McFarlane: ‘Get it right, get it done’
Westpac chairman John McFarlane says he has a “dead simple” message on the bank's three-year “fix, simplify, perform” turnaround plan: get it right – and don’t muck around.
“A, we're going to get it right; and, B, we're going to get it done," Mr McFarlane said ahead of the bank's annual general meeting tomorrow.
While acknowledging the bank faces a number of challenges, Mr McFarlane, appointed chairman in April 2020, said Westpac was in a good position with respect to its franchises and customer base, its capital position was strong and "considerable progress" had been made in the turnaround.
"The ‘fix’ is broadly on plan; the ‘simplify’ is way ahead of plan because we're selling businesses faster than we thought we would. The real priority over the next couple of years is ‘perform’,” he said.
Mr McFarlane said he was focused on rebasing the bank’s financial performance to “get shareholder value back up”, and an important part of that was reducing costs.
He rebutted scepticism about the bank’s ability to deliver on its $8 billion cost target by 2024, reiterating the expectation flagged at the bank’s full year results that the bank’s costs would be lower in this financial year.
The risks and opportunities of climate change were also high on the board’s agenda according to Mr McFarlane, and likely to be a topic of discussion at the bank’s AGM given two resolutions relating to climate change reporting are up for discussion. He noted Westpac was one of the “least exposed” of the major banks to sources of fossil fuels, having reduced its lending exposure to coal, oil and gas by a third over the last two years.
"It's a very difficult problem for financiers because you've got a range of opinions from people that don't believe in climate change and feel that we should be expanding in natural areas where Australia has a mining advantage, to others who feel that we should stop everything today,” Mr McFarlane said.
“And of course, neither of these is palatable for the country… because (we) have to transition.”
He said the “right decision” was to support the country and customers to transition towards net-zero by 2050 and “to be out of coal by 2030”.
On the COVID-19 pandemic, Mr McFarlane ranked Australia’s response up with the “the best in the world”, and indicated his view that the country was going to need to learn to “live with” the virus in a way that was the lowest cost to society.
"It's been a fantastic outcome, (but) at a big sacrifice to debt levels and to the economy, which of course, has recovered faster than we thought it was going to," he said.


- Goal of the exercise
Scan the records for lines with the word "DATE", and copy every such line.

━━━━━ Extracted material ━━━━━

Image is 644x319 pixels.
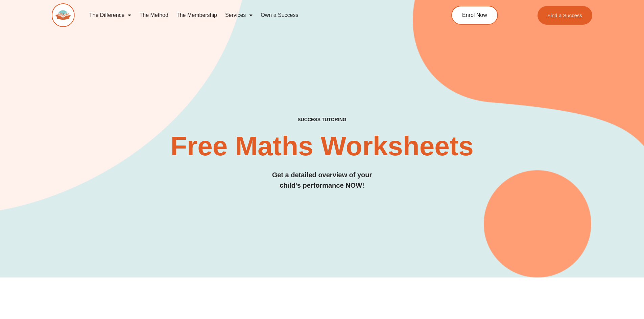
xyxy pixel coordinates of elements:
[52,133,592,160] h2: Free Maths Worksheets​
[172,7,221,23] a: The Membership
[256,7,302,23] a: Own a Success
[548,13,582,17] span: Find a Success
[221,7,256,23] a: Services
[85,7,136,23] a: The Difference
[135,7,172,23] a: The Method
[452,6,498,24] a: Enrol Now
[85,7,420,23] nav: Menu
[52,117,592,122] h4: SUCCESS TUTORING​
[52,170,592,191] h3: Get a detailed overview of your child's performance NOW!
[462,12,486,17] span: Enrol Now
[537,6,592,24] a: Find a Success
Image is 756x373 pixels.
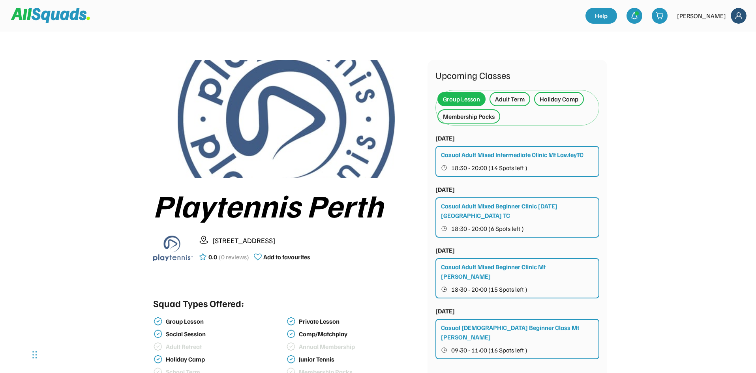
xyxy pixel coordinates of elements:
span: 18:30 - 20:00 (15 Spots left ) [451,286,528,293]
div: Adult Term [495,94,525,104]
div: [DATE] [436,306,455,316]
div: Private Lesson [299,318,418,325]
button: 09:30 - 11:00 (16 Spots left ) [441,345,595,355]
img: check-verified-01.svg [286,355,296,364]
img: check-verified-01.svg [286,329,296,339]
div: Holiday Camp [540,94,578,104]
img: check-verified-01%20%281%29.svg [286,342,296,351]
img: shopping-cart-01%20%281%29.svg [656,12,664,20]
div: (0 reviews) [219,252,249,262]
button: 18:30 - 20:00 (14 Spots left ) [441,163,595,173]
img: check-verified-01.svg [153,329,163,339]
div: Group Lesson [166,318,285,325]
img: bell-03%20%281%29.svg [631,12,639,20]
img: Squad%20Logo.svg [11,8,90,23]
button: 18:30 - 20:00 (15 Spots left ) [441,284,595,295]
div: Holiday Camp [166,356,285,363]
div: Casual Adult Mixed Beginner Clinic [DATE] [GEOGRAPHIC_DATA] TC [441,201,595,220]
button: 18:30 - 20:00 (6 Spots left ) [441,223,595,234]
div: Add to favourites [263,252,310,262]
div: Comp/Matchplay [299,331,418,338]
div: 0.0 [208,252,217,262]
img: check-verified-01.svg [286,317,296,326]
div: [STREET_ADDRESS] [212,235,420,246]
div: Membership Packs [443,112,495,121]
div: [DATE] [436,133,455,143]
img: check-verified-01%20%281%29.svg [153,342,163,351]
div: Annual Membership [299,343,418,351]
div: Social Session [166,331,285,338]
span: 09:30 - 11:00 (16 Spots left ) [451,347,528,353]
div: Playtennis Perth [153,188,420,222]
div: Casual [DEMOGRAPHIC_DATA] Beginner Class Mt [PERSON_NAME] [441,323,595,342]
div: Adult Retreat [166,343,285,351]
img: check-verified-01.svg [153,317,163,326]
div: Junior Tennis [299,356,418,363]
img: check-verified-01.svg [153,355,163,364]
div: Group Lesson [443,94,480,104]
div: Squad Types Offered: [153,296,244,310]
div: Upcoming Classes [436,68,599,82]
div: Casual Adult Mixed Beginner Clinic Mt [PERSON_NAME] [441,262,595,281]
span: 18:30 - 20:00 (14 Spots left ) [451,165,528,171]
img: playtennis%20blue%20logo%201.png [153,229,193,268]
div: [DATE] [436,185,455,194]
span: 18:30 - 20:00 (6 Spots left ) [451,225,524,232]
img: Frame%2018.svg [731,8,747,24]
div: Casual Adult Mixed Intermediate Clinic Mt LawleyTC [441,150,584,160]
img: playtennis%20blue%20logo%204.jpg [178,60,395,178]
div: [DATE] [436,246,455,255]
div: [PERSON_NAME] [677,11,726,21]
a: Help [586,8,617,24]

━━━━━

- Result for this task
div: [DATE] [436,306,455,316]
div: Casual Adult Mixed Beginner Clinic [DATE] [GEOGRAPHIC_DATA] TC [441,201,595,220]
div: [DATE] [436,133,455,143]
div: [DATE] [436,185,455,194]
div: [DATE] [436,246,455,255]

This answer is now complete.